For a man who has now written more than 20 bestselling cookbooks, and incurs coos of ‘I love him!’ at the mere mention of his name, the decision to pen a tie-in book for this latest series was a “no-brainer”.  There are sections dedicated to Friday night suppers, substantial Saturday brunches and Sunday dinners, and the tome is intended to inspire in two ways – as a travel guide for the destinations visited while compiling the recipes, and as a go-to guide for those keen to cook for family and friends at home.

“If you’re cooking for your family during the week, you tend to stick to things you know because you haven’t got time. But at the weekends, you might well try something – and this is what this book is all about, really.”

And the Oxford-born restaurateur (he moved to Padstow in the early-70s shortly after completing his English degree at Oxford) certainly knows a thing or two about rousing enthusiasm in the kitchen, after decades of small-screen appearances on the subject, and having built an empire that includes six acclaimed Cornish restaurants, a seafood cookery school, delicatessen, patisserie, fishmongers, gift ship, pub and cocktail bar.

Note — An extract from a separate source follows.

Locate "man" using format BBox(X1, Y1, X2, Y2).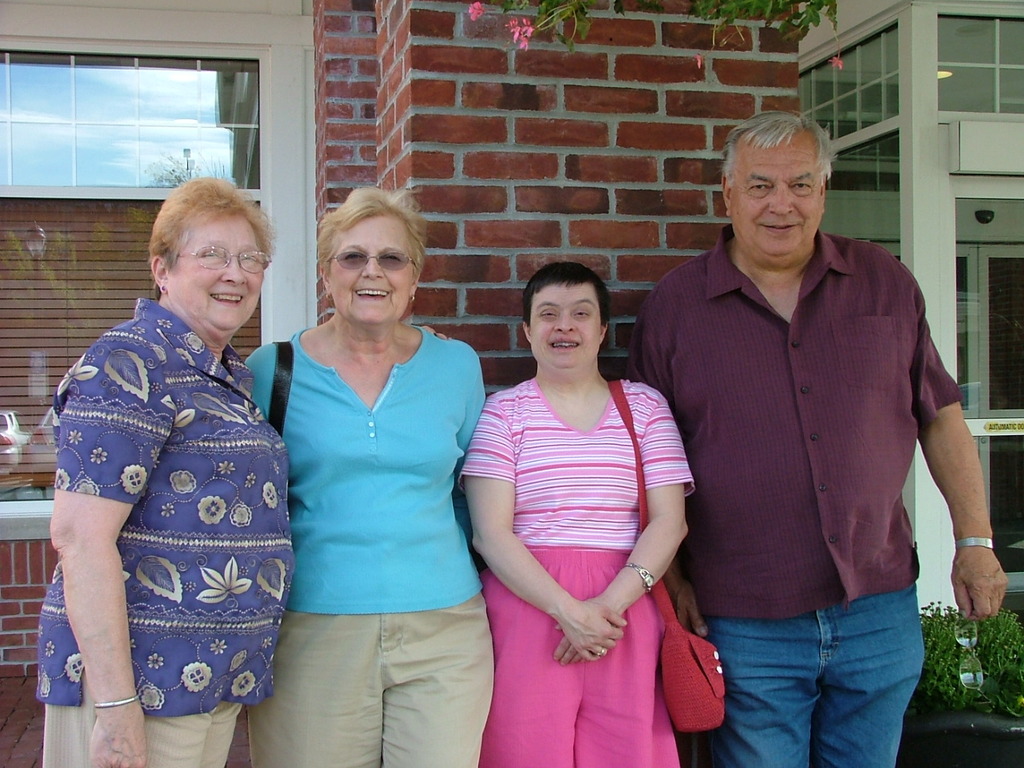
BBox(634, 86, 971, 758).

As a result, Padstow residents once dubbed their area ‘Padstein’, but in recent years, Stein has also expanded, and now has restaurants in Winchester, Poole’s Sandbanks, Marlborough – and the sunnier climes of Mollymook, Australia.

“People say, ‘It’s crazy, your life’, but it’s not really,” he says, after detailing how he splits his time between Chiswick (where he now lives most of the time), Padstow (where he still spends lots of time) and Australia (where he visits three times a year – and also where he first met his second wife, Sarah).

“I like travel, I don’t find it stressful.”

As for plans to open more eateries, he’s not sold on the idea of a chain, but likes to focus on offering opportunities to people with “considerable skill”, as he takes a step back from the day-to-day running of the business.

“I’m 69 – I couldn’t do what my chefs do now, I just wouldn’t have the energy,” says the father-of-three, who turns 70 in January.

“I’m lucky. Because I have such great managers, I can do less and less, but still have an overall feeling for how the business is going,” he adds, praising his sons (Edward, Jack and Charlie) and ex-wife Jill for their hand in the design, food, wine and decor fronts.

“If I want to retire, I will, but I don’t think I will, to be honest,” Stein reasons. “I don’t see why I should!”

l Rick Stein’s Long Weekends by Rick Stein, with photography by James Murphy, is published by BBC Books in hardback, priced £25. Available now.